Wilderness Medicine Program
The department of emergency medicine is proud to offer a robust wilderness medicine experience and education for our residents and medical students in the Upstate. We are lucky to be able to practice emergency medicine in the southern Appalachian region where the natural environment is center to the ethos of our community. From long hiking trails, to hundreds of miles of singletrack, to cliff faces for climbing and deep lakes for diving, we are surrounded by outdoor activities. The proximity to such varied terrain also means regular interactions with the variety of pathologies found within the scope of wilderness medicine. In the Upstate of South Carolina, we frequently care for patients who suffer injury or adverse interactions with the wild and austere.
We recognize the unique clinical environment that the outdoors provides, and so we offer an educational environment to help our students and residents meet those clinical challenges prepared and head-on. Each year in our emergency departments we care for a variety of patients, including those with snake envenomations, dive injuries, hyper- and hypothermia, frostbite, trauma in the wild, arthropod envenomation, and more.
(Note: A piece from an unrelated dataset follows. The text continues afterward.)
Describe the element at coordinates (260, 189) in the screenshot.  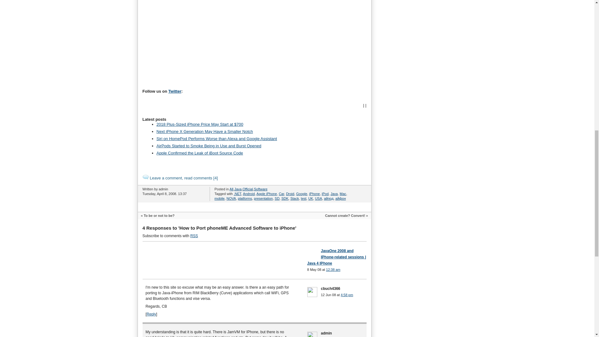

Beginning in July of 2025, the department will be expanding its educational offerings within wilderness medicine by adding a post-graduate fellowship in wilderness medicine. The Rescue and Wilderness Medicine fellowship will be a 1-year fellowship for board-eligible emergency medicine residency graduates. This fellowship takes advantage of our local environment and experiences abroad and is based in the core principles of wilderness medicine. It includes hands-on, real-life experiences in dive medicine pathology, altitude illness, race medicine, wilderness toxicology, and expedition medicine. A primary focus for the fellow is to prepare them for practice as a capable medical provider in rescue within austere settings. The fellow will gain formal certifications as technicians in scuba diving, high and low angle rescue, swiftwater rescue, and avalanche medicine, with an option to gain additional training in trench rescue and confined space rescue. The fellow will be an active, responding member of local and state rescue teams, rescue HEMS, and will have the opportunity to work with the USFS. The fellow will also enjoy ample opportunity to engage in educational and research pursuits. The fellow will also be supported in pursuit of competence within the recreational activities germane to outdoor activities.
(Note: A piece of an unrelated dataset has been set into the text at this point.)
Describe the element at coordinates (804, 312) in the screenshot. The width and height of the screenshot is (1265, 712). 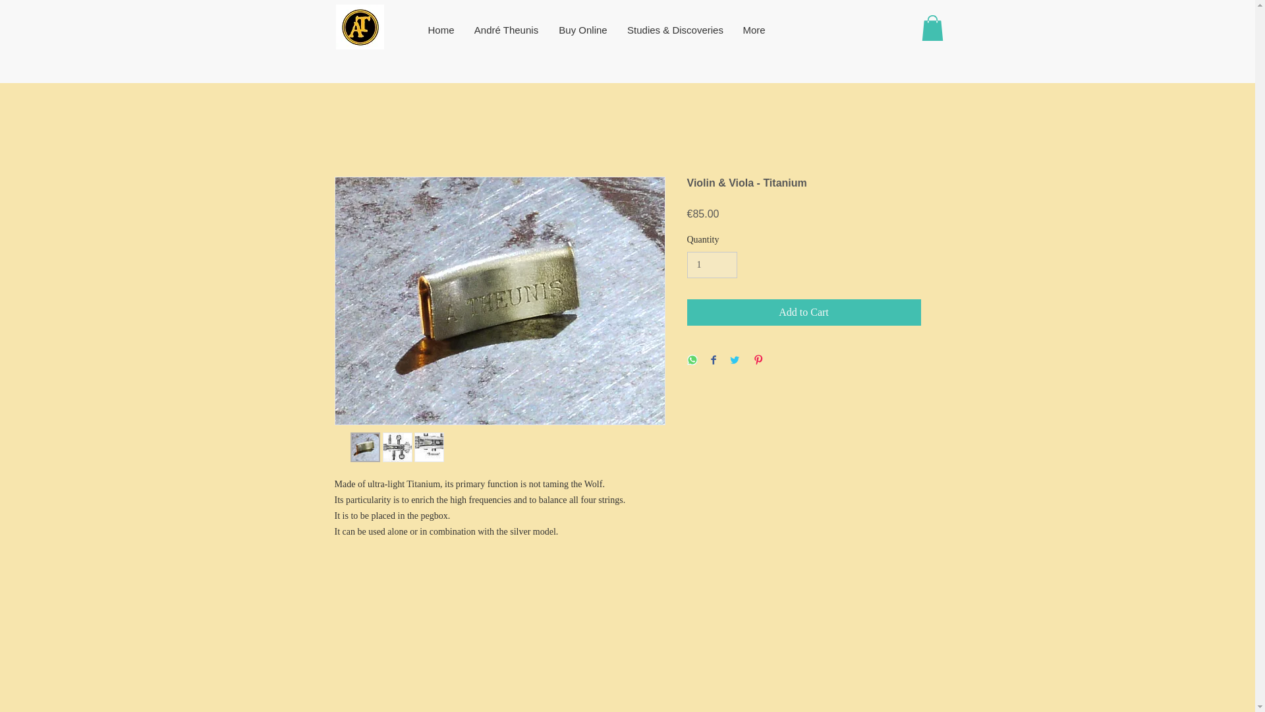
I see `Add to Cart` at that location.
We also recognize that an understanding of wilderness medicine is important for the development of well-rounded students of medicine. Subsequently, our department sponsors a popular two-week elective in wilderness medicine for fourth year medical students, and offers a wilderness medicine track to our residents. In addition, residents have the option to participate in a wilderness medicine elective and have support and mentorship for research projects within the field. There is a special interest in envenomation from local snake species, and residents have produced clinical guidelines and publications within this field. Regular didactic time is given for wilderness education during resident conferences, and the department is actively involved in teaching other residency and fellowship training programs. We work closely with several community partners with active interests in the outdoors. The department also sponsors a wilderness medicine intensification day for graduating medical students and a separate wilderness medicine day for new interns. We offer an annual wilderness life support course, which is attended by individuals from across the nation. Our dedication to education has allowed our training program to successfully mentor and match several residents into wilderness medicine fellowships.
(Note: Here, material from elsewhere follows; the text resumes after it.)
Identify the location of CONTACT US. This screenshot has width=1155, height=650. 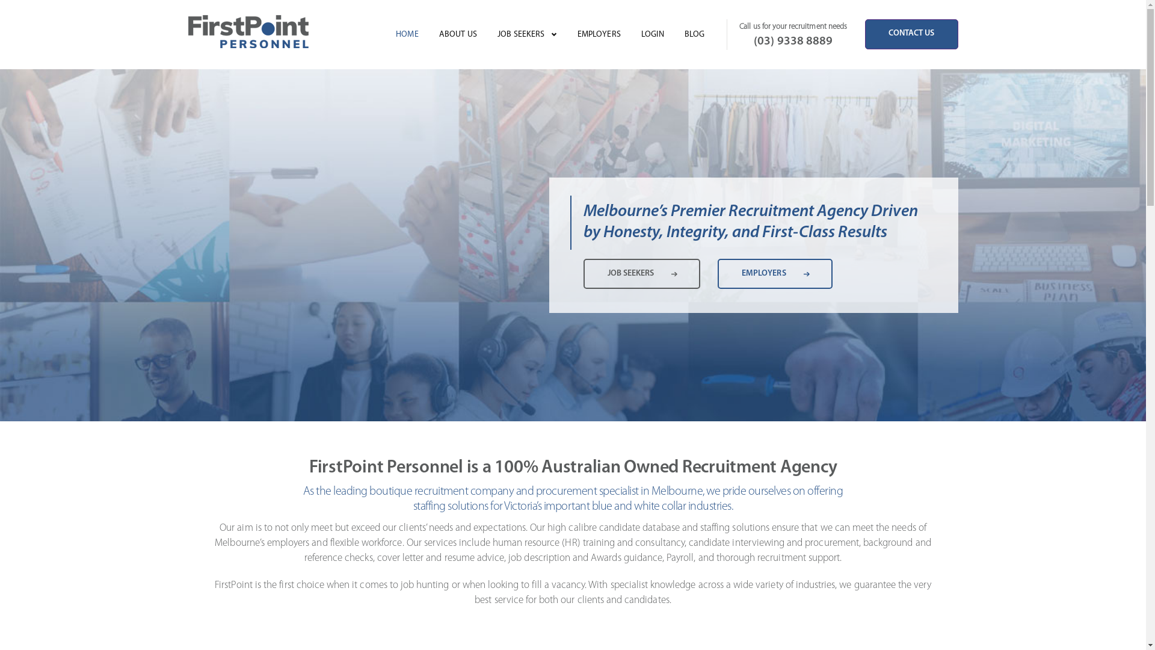
(912, 34).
Our faculty are engaged in a variety of wilderness medicine activities and pursuits. They are all very active in the outdoor community and support environmental, recreational, and outdoor medical initiatives. We are affiliated with wilderness rescue organizations throughout the Southern Appalachia, and share in the training of rescue personnel throughout the region. On our faculty you will find climbers, bikers, through-hikers, and divers. From active status as certified technicians on dive and special rescue teams, to medical directorships with the United States Forest Service, to wilderness research, our department covers the gambit of possibility in the region. With all we have to offer, the future wilderness medicine enthusiast can find a welcome home here in the Greenville region.
Reach out to us – we’d love to show you around the best medicine the Upstate has to offer – the great outdoors.
Faculty:
Nathaniel Mann, MD, DiMM, FAWM
Mark Pittman, MD, FAWM
Adrien Mann, PA-C
USC School of Medicine Greenville students enjoy a rainy-day hike on their wilderness medicine elective.
First year residents get a taste of what a wilderness patient extraction looks like as they work a low-angle rescue in high-consequence terrain.
Dr Mann teaches a group of medical students about layers in a snowpack and avalanche risk in the backcountry of Colorado.
Residents learn about tick-borne illness during a break from practicing rock climbing basics at the local crag.